The Girl In The Spider’s Web Review (Minor spoilers, and they’re only spoilers if you haven’t seen the trailer)

I never expected The Girl In The Spider’s Web to hold a candle to Fincher’s Dragon Tattoo, but I like the cast and director enough that I expected it to be at least solid. Claire Foy was also no small part of my anticipation; I haven’t seen The Crown but she’s given two of my favorite performances of the year with Unsane and First Man so I knew I was going to see it as soon as I could because of her alone.
I still cannot believe what I just witnessed.
Alvarez’s direction, at its best, is brisk and tight, but these moments are few and far between.
A notch right below its best is solid but “off”. Sometimes he clearly has some interesting framing and editing in mind but at these moments it always feels like there’s a few shots more than necessary, and whatever interesting ideas he had in mind don’t come to fruition. Other times he’s trying to incorporate two different styles, going for a sleek sort of perfectionism and a gritty handheld. I’m not opposed to these different styles being in the same movie, the same scene, or even separated by a single cut but Alvarez seems to just have no idea what he’s doing in combining these styles, and it doesn’t help that at its worst he’s clearly trying to do gritty handheld just for the sake of gritty handheld.
And don’t get me started on the crosscutting.
So that’s his direction at its high points, which I would say makes up maybe 30-40% of the movie. The rest is aimless and atrocious. Two or three shots more than necessary becomes 5 or 6 and the movie dwells on things it has absolutely no reason to. It’s aimless and atrocious.
The awful filmmaking might have been endurable if the script was any good; as incompetent as the filmmaking of The Predator was I at least appreciated the majority of the script and its attempt at economic storytelling.

But

Yeah

No.

The whole thing is devoid of personality that it is so, so desperate for. Any sense of (dare I say) “edge”, sexuality or dark humor feel tacked on because “that’s what a Lisbeth Salander movie should have, right?” Unlike Fincher’s film, in which the characters struggles and the forward motion of the different plots are beautifully in sync, there is no synergy between the character development and the plotting. There are designated “emotional moments”, designated “plot moments” (which take up the meat of the movie) and an occasional forced overlap that you can’t really blame on the actors because they aren’t given squat to work with. Fincher’s film is full of character whereas the most Spider’s Web can give us is “let’s have the characters be sad for a little bit about their traumatic past/love triangle.” The build up of Camilla Salander is also incomprehensible and dramatically inept; the film can’t decide if she’s supposed to be an unknown, mysterious figure or “the one that Lisbeth didn’t save” and it leads to her presence being all over the place. (Though she has a monologue that’s, mercifully, one of the only effective parts of the movie visually and dramatically).

Alvarez also seems to want to show off by having long stretches of no dialogue (which you’d think would be a mercy); I don’t know, maybe he wanted to show off his “visual storytelling”. Regardless, these moments are only memorable in the sense that I noticed them and spent their entirety waiting for him to do something interesting or dramatically effective with them. This theoretically could have happened if the generic, royalty-free sounding score wasn’t lazily slapped on for every second, but I guess we’ll never find out.

Anyway, the movie’s garbage, and that’s a shame. The only thing I can hope for is that its financial failure could maybe possibly theoretically inspire Sony to finally go through on the sequel to the 2011 film with the original cast and crew, the way the Jason Momoa Conan reboot got a sequel up and going for an Arnold Conan movie (which was also cancelled). But as the likelihood of that happening is non-existent, I’m gonna do my best to just forget I ever watched this thing and still look forward to Alvarez’s Don’t Breathe sequel and whatever Foy and the rest of the cast will do in the future.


### Task
Using the data below, set down every line from the one containing "Locate the bounding box of <b>human face</b>." through the one containing "What is the bounding box for human face?", inclusive and unchanged. Pictures are to be skipped.

### Recorded data
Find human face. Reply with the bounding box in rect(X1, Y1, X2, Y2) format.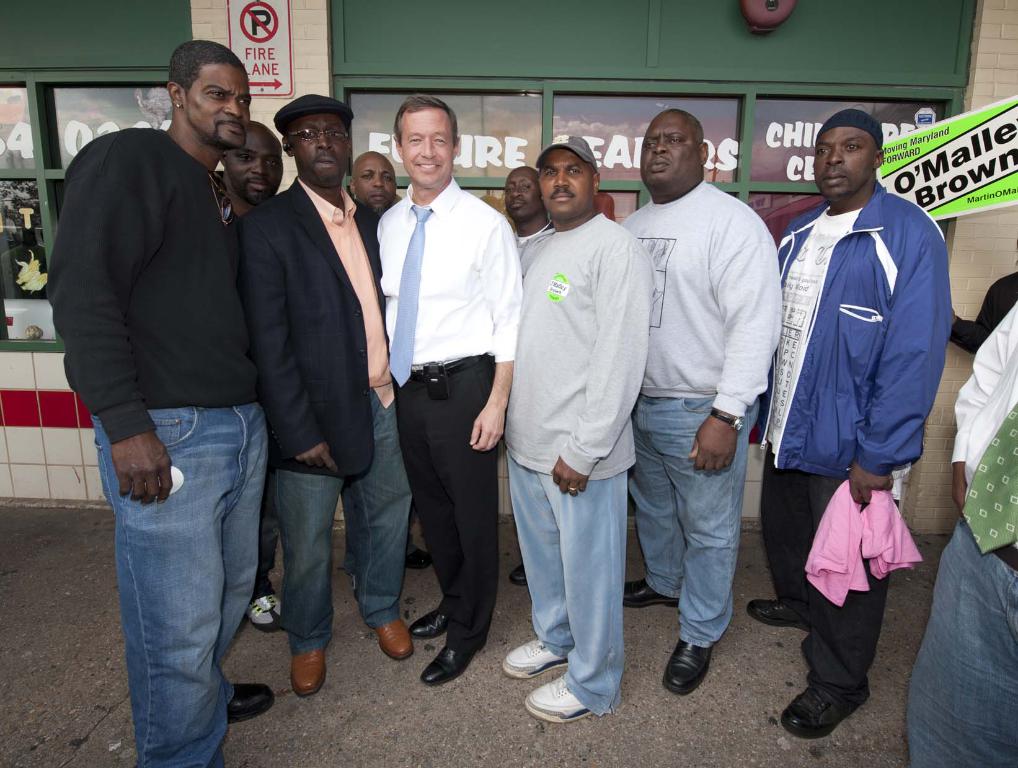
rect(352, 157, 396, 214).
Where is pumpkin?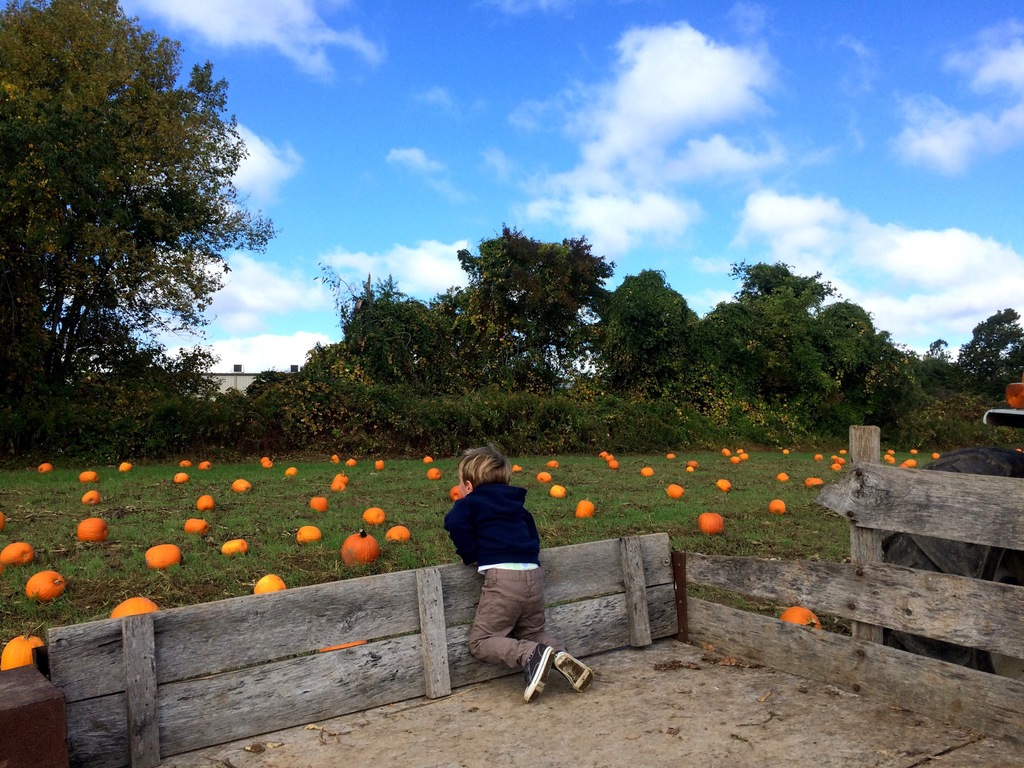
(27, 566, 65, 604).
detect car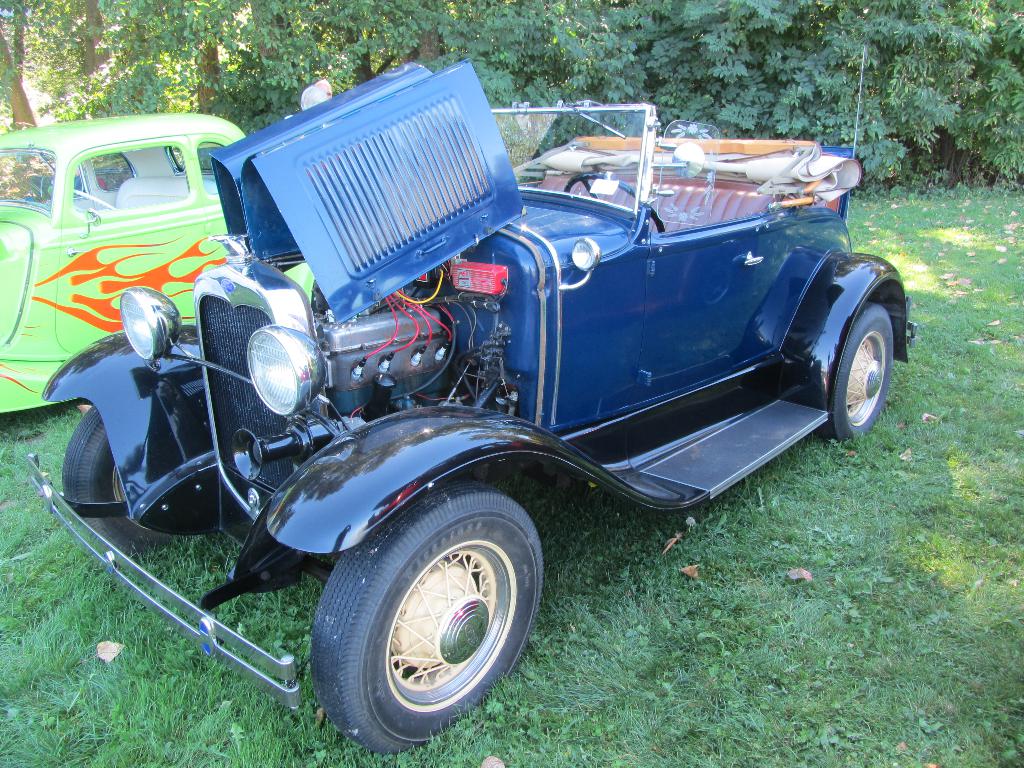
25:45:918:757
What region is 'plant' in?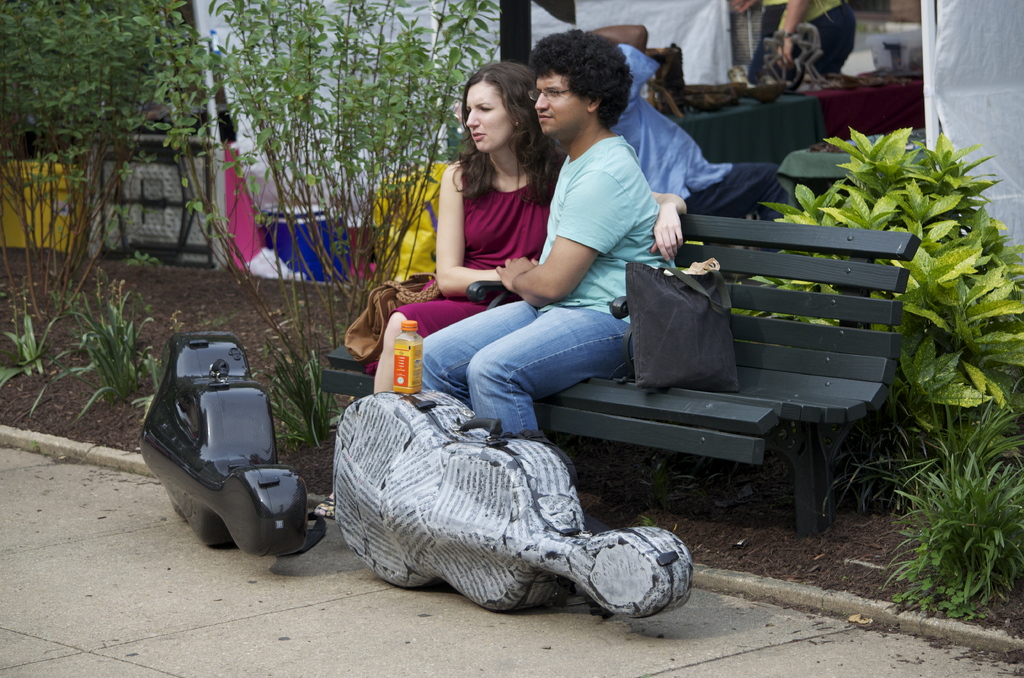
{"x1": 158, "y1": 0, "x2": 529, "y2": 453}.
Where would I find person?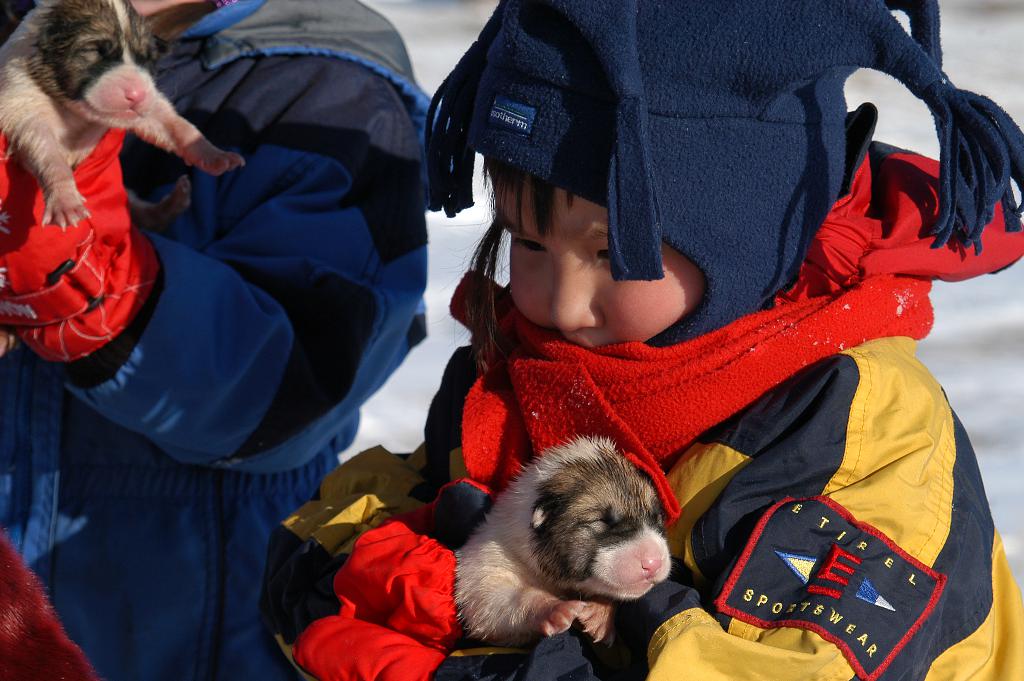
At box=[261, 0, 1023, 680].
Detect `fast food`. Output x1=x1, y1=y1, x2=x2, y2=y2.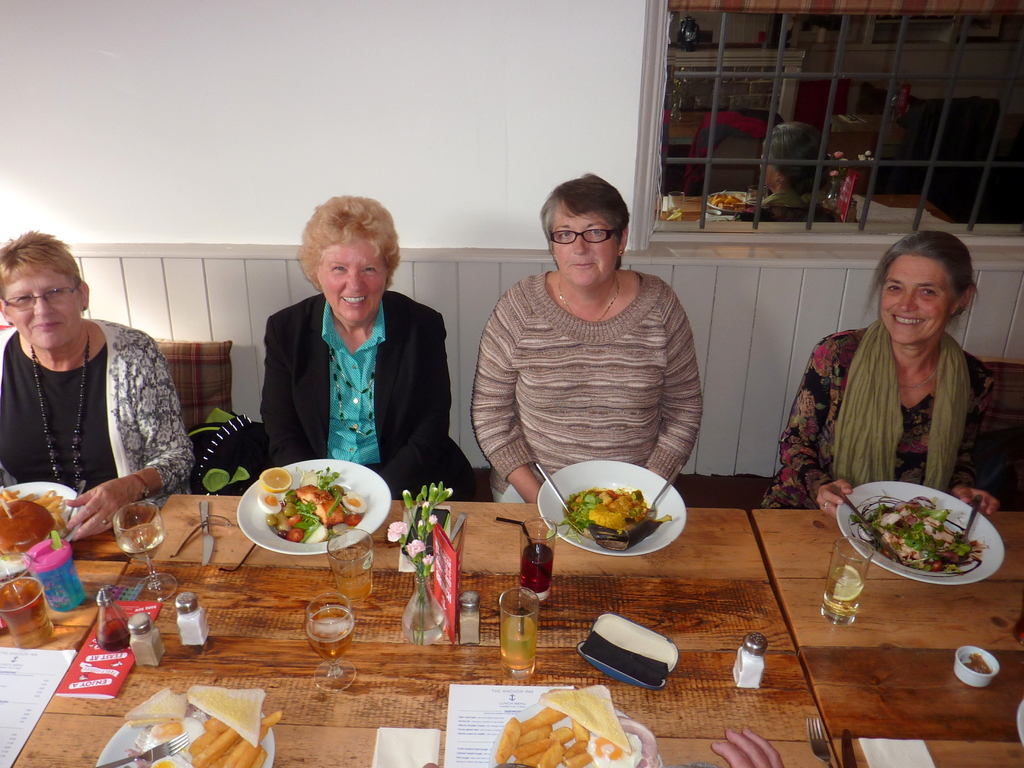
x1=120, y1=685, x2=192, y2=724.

...

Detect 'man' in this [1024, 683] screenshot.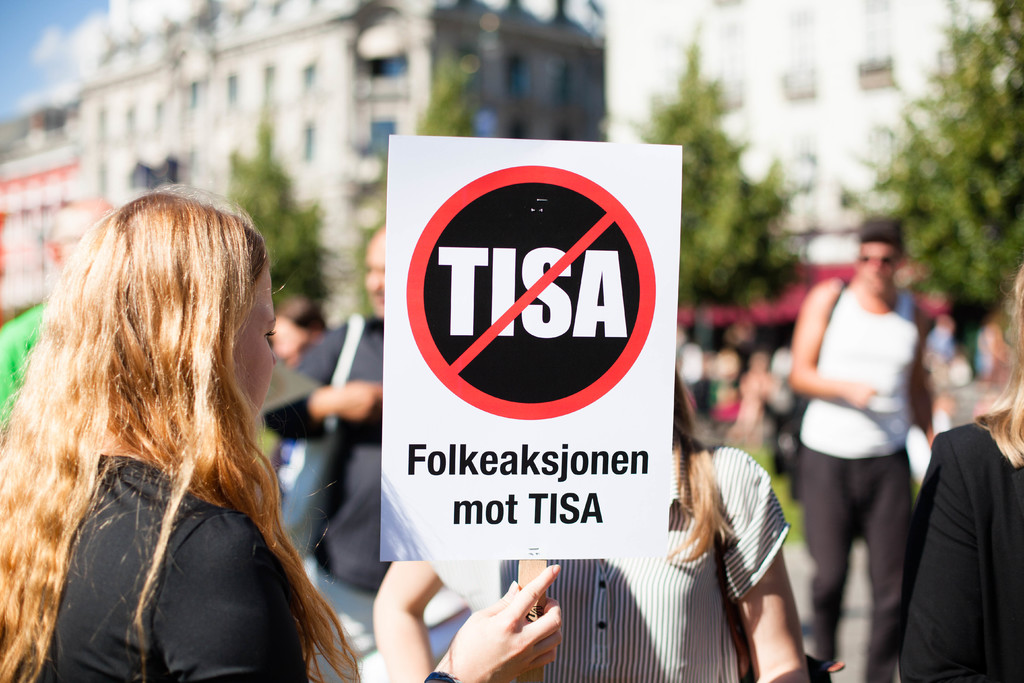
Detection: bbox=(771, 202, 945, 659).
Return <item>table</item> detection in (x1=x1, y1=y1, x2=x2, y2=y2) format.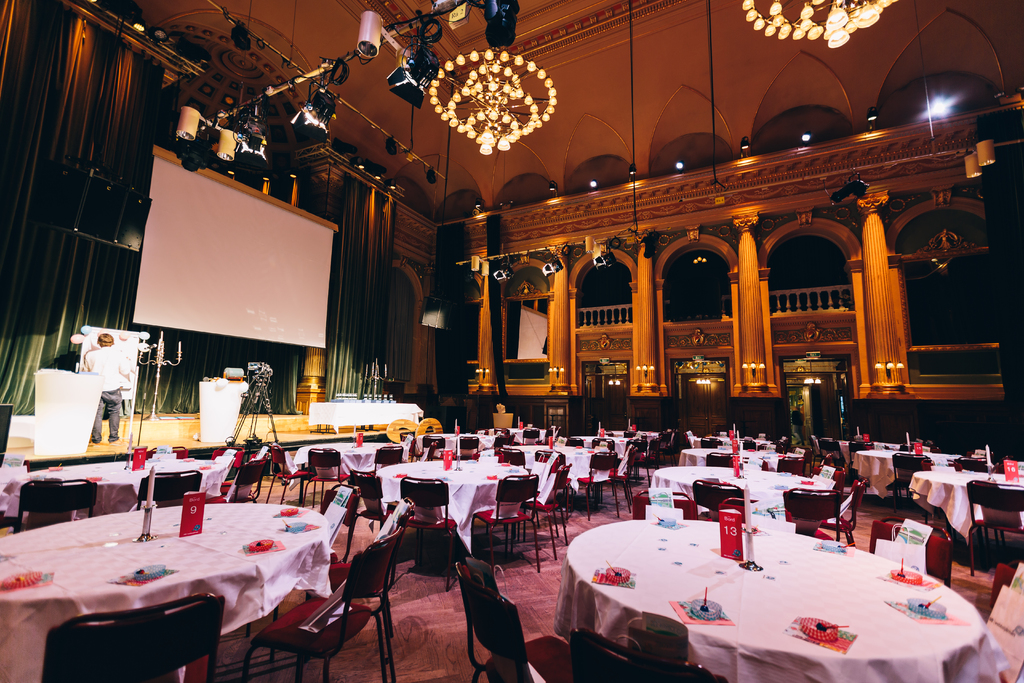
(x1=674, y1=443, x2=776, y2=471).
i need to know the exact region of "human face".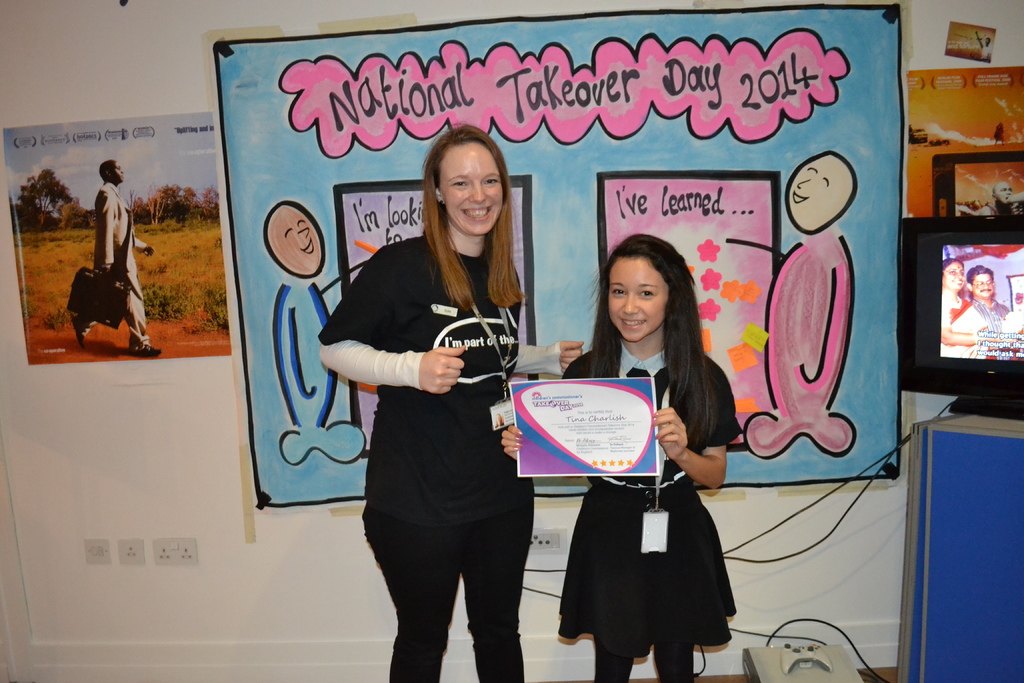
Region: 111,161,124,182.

---

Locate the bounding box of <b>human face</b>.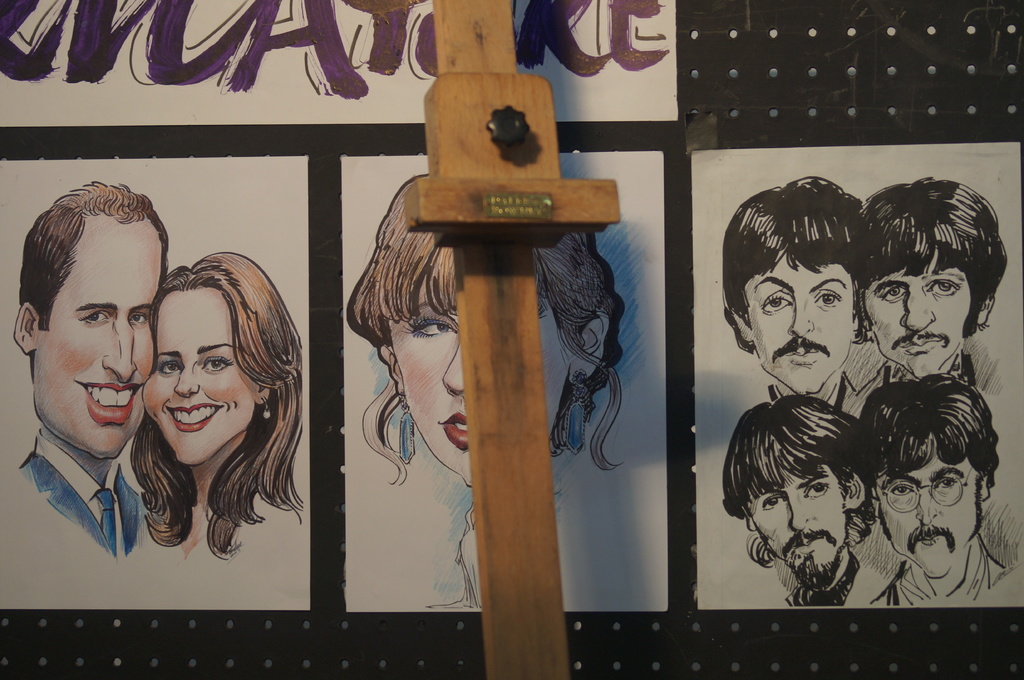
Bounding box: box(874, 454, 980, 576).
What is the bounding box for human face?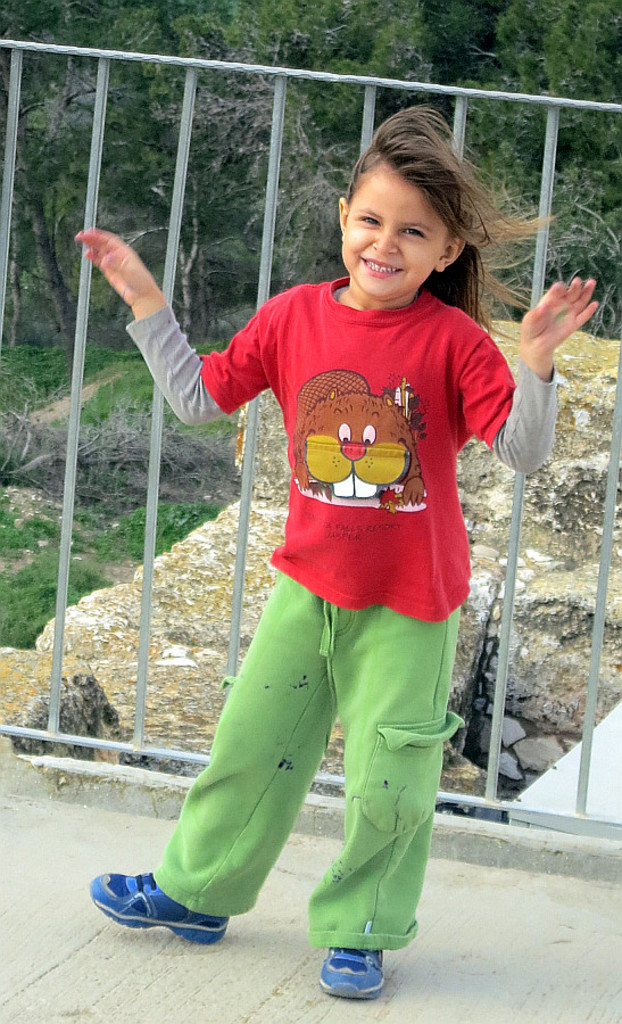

### Answer box
Locate the bounding box of <b>human face</b>.
Bounding box: box(874, 454, 980, 576).
What is the bounding box for human face?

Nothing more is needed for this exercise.